EAA – EMRE AROLAT ARCHITECTURE | FOREST ACADEMY EAA – EMRE AROLAT ARCHITECTURE | FOREST ACADEMY
Location
Istanbul, Turkey
Client
Istanbul Orman Bolge Mudurlugu
Date
2026
Built Area
250 m²
Type
Cultural, Educational
Status
Concept

Conceived as a modest yet precise intervention within the dense ecological fabric of Atatürk Arboretum, the Forest Academy reinterprets learning as an immersive, bodily engagement with nature rather than a detached indoor activity. Rather than positioning education within enclosed rooms, the proposal unfolds as a spatial sequence that privileges exposure, transition and discovery, allowing the rhythms of the forest to shape the daily experience of its users. The project organizes a series of low scale programmatic units including workshops, ateliers and support spaces around a network of semi open thresholds that dissolve the boundary between built form and forest ground, establishing a continuous dialogue between interior and exterior conditions. Circulation is conceived not as a corridor but as an experiential route, where movement becomes part of the learning process itself.

Anchored by outdoor elements such as the amphi-garden, mud kitchen and activity gardens, the spatial strategy prioritizes continuity, encouraging children to move fluidly between making, observing and playing while engaging directly with soil, water, vegetation and seasonal change. These open ended spaces are complemented by more protected volumes that provide moments of focus and retreat, creating a balanced gradient between exposure and shelter. Materially, the use of rammed earth, timber structures and natural textures establishes a tactile and legible environment where construction itself becomes part of the pedagogical experience, revealing processes of layering, weathering and time. Surfaces are not treated as neutral backdrops but as active interfaces that invite touch, interpretation and curiosity.

This approach extends to the façade, where a vertical articulation of slender wooden elements evokes the rhythm and density of surrounding tree trunks, softening the presence of the built edges and allowing the architecture to visually dissolve into the woodland. The façade operates both as a climatic filter and a perceptual device, modulating light, shadow and views while reinforcing the project’s intention to remain embedded within its context. Rather than imposing a singular architectural object, the proposal acts as a porous field condition that amplifies the existing landscape, framing the forest as both classroom and collaborator, and positioning architecture as a subtle mediator between human activity and the living environment.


Using the data below, copy every line that contains the word "comma".

═════ Material provided

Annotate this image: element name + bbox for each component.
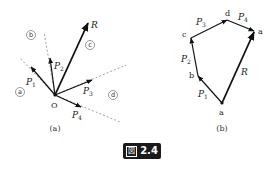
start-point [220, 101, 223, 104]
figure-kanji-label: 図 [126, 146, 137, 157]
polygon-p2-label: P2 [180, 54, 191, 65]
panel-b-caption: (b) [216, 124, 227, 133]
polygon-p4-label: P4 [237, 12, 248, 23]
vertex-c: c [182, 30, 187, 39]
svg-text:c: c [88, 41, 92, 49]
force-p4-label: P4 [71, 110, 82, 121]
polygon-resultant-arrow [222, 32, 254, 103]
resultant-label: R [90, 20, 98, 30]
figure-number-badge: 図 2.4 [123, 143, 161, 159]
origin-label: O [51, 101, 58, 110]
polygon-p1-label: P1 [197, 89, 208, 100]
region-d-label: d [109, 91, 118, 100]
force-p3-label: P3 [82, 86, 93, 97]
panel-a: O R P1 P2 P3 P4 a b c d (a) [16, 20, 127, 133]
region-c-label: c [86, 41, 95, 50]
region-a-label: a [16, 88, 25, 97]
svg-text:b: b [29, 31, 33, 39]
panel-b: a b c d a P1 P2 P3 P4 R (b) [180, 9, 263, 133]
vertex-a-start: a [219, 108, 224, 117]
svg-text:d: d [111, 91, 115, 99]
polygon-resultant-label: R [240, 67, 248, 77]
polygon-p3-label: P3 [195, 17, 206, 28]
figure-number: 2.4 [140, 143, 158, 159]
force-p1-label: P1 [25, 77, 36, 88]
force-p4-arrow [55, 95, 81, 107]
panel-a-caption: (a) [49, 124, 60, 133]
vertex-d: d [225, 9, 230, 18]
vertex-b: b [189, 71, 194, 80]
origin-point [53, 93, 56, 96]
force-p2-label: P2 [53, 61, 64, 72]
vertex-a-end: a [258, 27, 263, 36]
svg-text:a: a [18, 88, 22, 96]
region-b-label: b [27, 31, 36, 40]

══════════
═════ Material provided

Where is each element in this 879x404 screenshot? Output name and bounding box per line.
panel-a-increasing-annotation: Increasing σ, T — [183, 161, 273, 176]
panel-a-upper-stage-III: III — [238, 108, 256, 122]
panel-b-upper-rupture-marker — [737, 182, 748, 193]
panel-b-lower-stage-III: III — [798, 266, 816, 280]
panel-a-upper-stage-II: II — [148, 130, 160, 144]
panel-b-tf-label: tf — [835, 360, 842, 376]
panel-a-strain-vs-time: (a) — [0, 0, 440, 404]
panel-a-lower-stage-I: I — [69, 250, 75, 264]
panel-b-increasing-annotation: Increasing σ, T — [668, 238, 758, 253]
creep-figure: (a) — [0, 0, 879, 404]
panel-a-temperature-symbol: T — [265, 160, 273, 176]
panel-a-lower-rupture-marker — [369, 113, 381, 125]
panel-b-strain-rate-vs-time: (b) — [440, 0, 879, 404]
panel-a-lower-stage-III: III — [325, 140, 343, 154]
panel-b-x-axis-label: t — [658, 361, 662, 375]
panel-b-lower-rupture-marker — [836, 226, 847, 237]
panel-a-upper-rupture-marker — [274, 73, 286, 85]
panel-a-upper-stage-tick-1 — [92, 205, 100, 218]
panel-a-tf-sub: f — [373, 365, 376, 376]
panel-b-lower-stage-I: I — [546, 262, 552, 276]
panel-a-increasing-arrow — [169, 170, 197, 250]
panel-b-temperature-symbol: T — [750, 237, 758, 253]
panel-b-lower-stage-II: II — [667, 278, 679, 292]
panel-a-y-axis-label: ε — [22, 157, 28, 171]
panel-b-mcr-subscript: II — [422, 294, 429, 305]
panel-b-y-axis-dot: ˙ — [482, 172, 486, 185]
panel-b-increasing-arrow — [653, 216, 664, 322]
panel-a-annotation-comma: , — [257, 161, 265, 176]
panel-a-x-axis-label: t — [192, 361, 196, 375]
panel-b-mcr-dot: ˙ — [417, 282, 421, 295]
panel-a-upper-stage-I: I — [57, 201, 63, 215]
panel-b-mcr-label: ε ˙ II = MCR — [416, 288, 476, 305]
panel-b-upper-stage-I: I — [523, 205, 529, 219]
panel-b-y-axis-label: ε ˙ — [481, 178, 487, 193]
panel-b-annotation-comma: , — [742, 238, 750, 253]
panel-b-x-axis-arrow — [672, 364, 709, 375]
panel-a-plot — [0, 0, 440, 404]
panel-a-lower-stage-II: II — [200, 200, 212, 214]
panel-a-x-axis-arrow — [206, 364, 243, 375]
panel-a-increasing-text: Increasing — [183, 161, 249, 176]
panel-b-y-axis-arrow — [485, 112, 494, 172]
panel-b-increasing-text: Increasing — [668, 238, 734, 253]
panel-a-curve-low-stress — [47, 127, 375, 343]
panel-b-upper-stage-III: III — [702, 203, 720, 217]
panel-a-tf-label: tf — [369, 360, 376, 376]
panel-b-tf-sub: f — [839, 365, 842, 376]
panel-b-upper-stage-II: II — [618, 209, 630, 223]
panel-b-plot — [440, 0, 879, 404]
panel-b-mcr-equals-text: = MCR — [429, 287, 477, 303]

══════════
═════ Material provided

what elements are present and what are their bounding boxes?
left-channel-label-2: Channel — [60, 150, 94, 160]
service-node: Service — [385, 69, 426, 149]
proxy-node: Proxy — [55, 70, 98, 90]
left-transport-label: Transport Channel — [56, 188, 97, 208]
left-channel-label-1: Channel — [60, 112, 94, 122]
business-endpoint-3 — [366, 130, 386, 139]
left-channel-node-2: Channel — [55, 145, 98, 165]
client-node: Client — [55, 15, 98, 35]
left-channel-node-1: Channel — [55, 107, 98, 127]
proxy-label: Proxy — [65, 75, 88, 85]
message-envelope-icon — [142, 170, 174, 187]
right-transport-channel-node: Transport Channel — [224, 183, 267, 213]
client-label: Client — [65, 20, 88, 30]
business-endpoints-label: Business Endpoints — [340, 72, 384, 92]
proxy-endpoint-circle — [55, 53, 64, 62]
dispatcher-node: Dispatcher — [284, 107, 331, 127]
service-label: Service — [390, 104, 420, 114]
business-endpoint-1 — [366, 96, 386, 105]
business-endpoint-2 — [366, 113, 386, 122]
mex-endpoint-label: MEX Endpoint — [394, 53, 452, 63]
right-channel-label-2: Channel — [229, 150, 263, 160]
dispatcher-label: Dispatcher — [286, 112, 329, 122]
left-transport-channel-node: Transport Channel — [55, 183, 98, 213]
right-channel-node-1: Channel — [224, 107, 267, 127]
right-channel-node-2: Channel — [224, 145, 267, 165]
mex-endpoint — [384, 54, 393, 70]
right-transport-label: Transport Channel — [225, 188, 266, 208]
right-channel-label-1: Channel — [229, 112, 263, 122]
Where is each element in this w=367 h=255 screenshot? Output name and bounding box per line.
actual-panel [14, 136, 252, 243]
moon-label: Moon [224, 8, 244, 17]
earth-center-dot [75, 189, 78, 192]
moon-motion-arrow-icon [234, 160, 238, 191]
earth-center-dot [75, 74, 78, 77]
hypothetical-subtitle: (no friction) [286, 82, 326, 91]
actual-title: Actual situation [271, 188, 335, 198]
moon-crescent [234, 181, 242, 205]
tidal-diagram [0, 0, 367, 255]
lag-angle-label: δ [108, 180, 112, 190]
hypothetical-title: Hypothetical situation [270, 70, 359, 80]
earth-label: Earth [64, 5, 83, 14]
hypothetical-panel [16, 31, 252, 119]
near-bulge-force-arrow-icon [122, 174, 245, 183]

══════════

▶ _Answer section_
panel-a-annotation-comma: , — [257, 161, 265, 176]
panel-b-annotation-comma: , — [742, 238, 750, 253]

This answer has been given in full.